I remember reading somewhere that in the original Brian DePalma film Eve Plumb was high up on the list. Melanie Griffith was also considered and was close to landing the part. Sissy Spacek was considered a long-shot and got the part because she showed up to her audition wearing an ancient, frumpy dress, no make-up and vaseline in her hair.
Chloe Moretz is, at least, the same age as the character and that's a first (16). They didn't give the part to a twenty-(and-even-thirtiesh)-something. Sissy Spacek (1976 version) was 26; Angella Bettis (2002 version) was 29. King wanted Linsay Lohan (26) to do it, but I think that might've been a trainwreck. Moretz also does seem to have a bit more, how shall we call it, "baby-fat" than the other two actresses, bringing her a bit closer to King's vision. Carrie, in the novel, was - as has already been pointed out - somewhat overweight (one of the abusive nicknames given to her by her bullying schoolmates was "puddin'"). She also had acne ("The Lord's way of chastising you," as her Mommie Dearest, Margaret, said in both the novel and both, I believe, cinematic previous versions). Regardless of the discrepencies between the written Carries and cinematic Carries, the producers stated that this version will be closer to King's story, albeit with updating (I guess that's why Margaret drives a car, but I still think, even in the twenty-teens, I can't evision it - I still see her huffing it on foot to the laundry and dry-cleaners where, in the novel, she worked). The 2002 version had Carrie researching her powers on the internet rather than in books in the library, causing Momma Margaret to spit the word out as if it was blasphemy: "The...internet."

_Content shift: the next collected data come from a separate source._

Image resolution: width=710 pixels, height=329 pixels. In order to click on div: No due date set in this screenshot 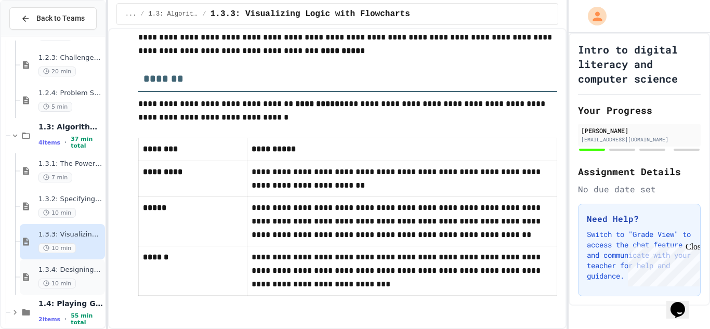, I will do `click(639, 189)`.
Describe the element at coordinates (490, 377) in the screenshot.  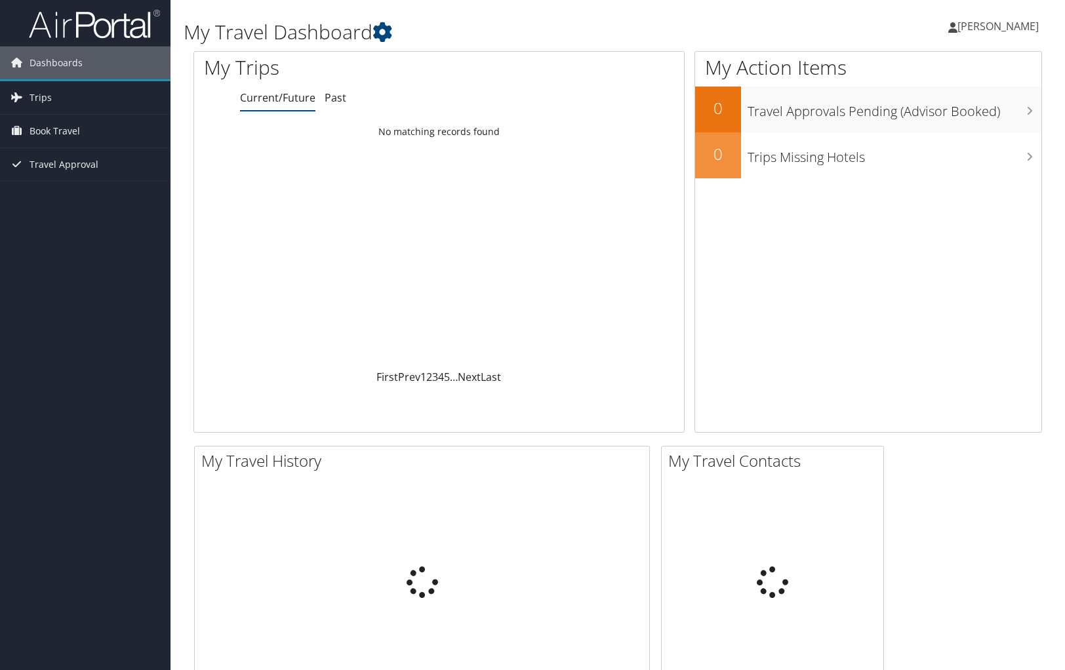
I see `a: Last` at that location.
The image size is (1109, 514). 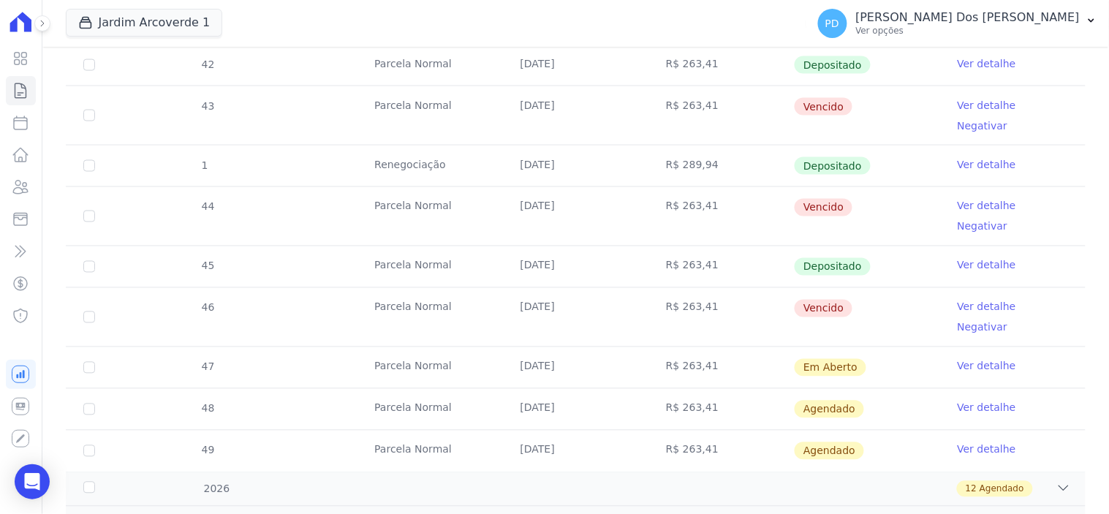 I want to click on span: 49, so click(x=208, y=450).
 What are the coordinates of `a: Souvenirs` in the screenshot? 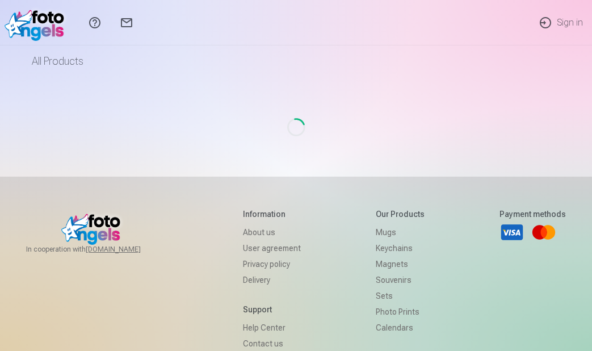 It's located at (400, 280).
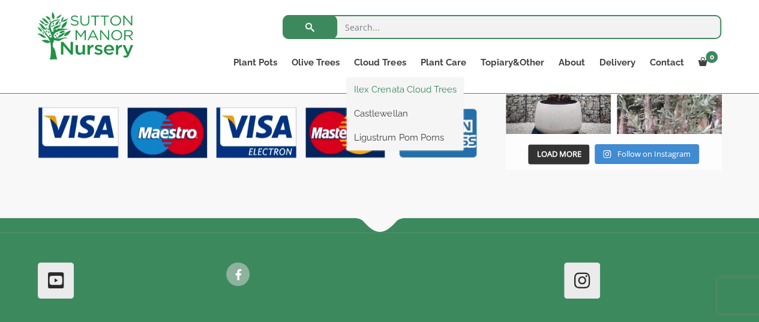 This screenshot has width=759, height=322. I want to click on a: Ligustrum Pom Poms, so click(405, 137).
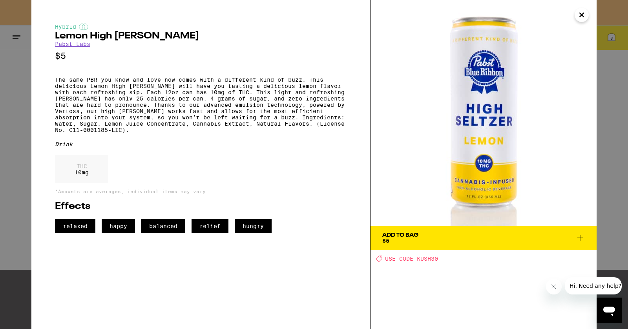 The width and height of the screenshot is (628, 329). Describe the element at coordinates (200, 27) in the screenshot. I see `div: Hybrid` at that location.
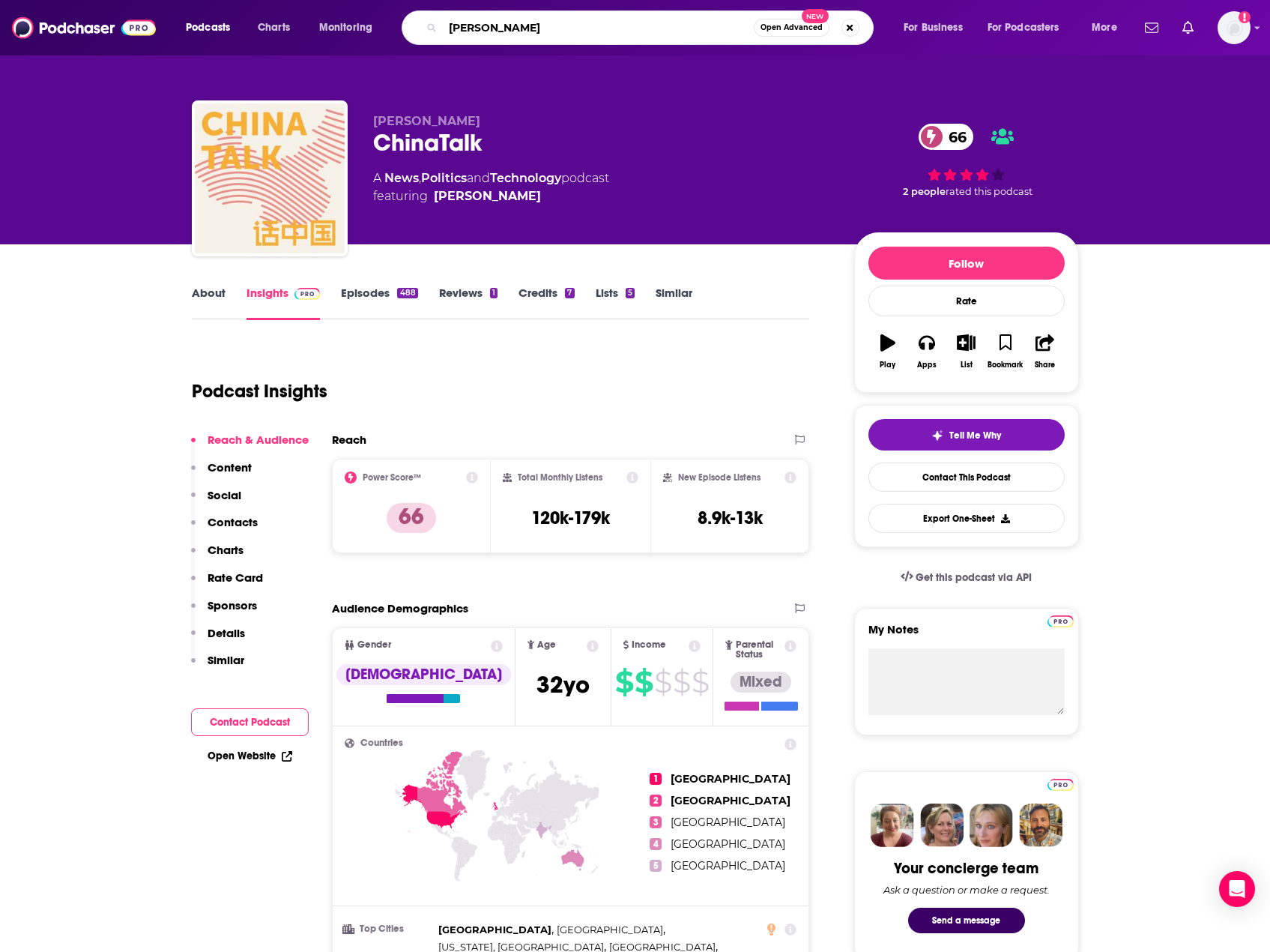  Describe the element at coordinates (1234, 28) in the screenshot. I see `button: Show profile menu` at that location.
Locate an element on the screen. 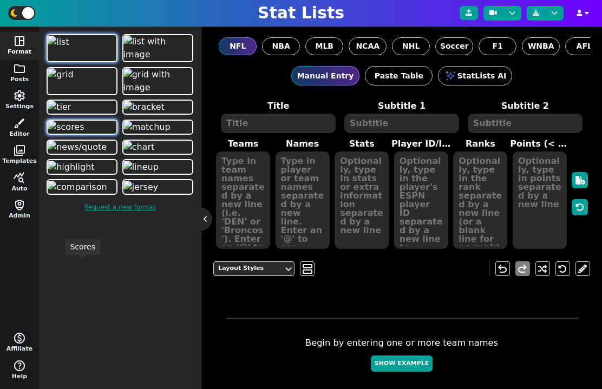 Image resolution: width=602 pixels, height=389 pixels. button: Show Example is located at coordinates (402, 364).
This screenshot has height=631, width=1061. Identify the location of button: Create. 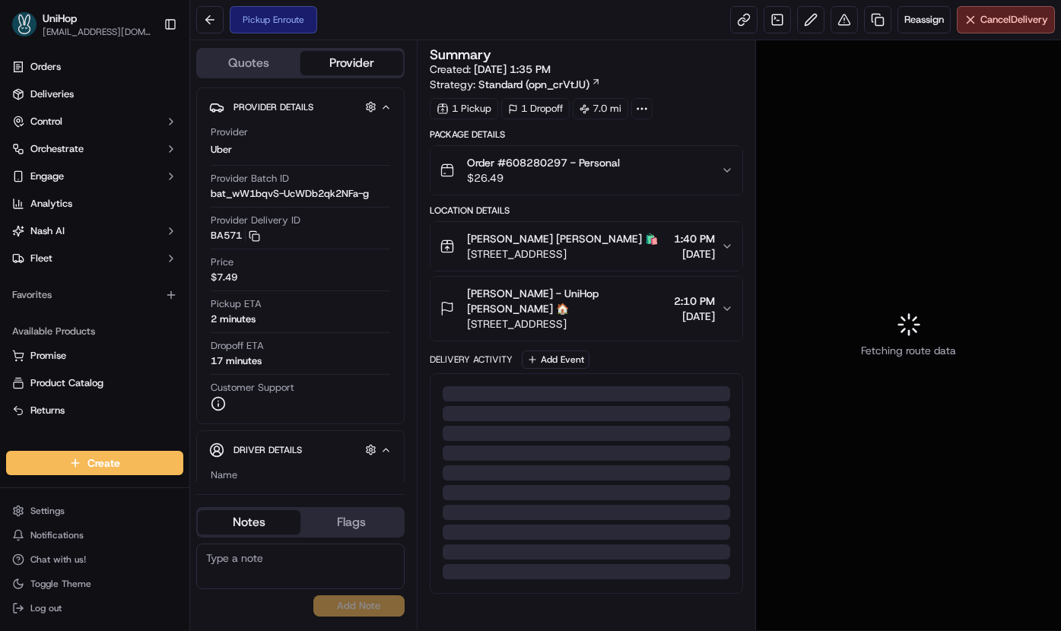
(94, 463).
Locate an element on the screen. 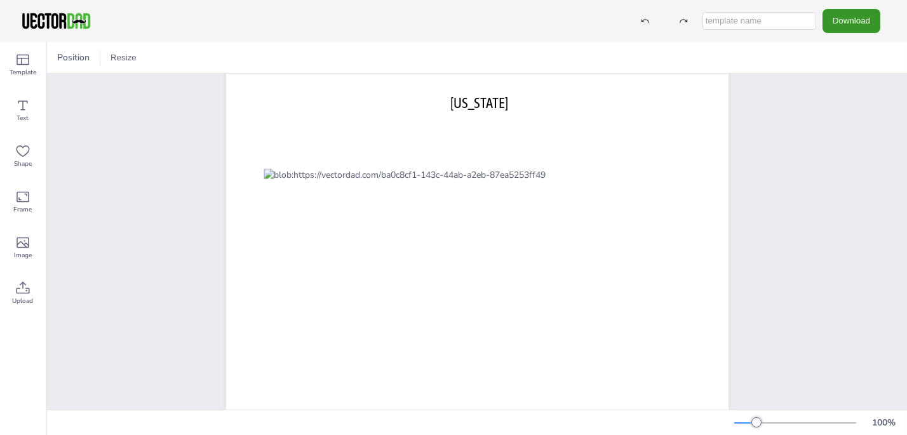  img: VectorDad-1.png is located at coordinates (56, 21).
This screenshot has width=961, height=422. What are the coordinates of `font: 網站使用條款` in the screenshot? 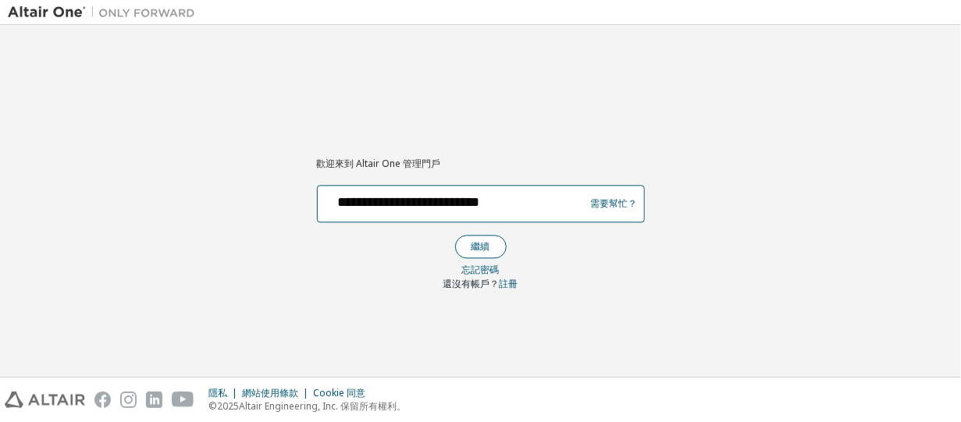 It's located at (270, 393).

I'm still dying to see this version. I'm a bit ticked off it's been moved from this past March to upcoming October. I want to see it now. But maybe that's necessary to try and improve the marketing; like I said, I'm not enthralled with the first trailer. It looks cheap and like something from one of the old slasher films from the eighties. The portrayal of Margaret particularly falls stereotypically flat. In the '76 version, she was over the top; in the '02 version, she was icingly subtle. But Moore, being an accomplished actress, will hopefully pull it off.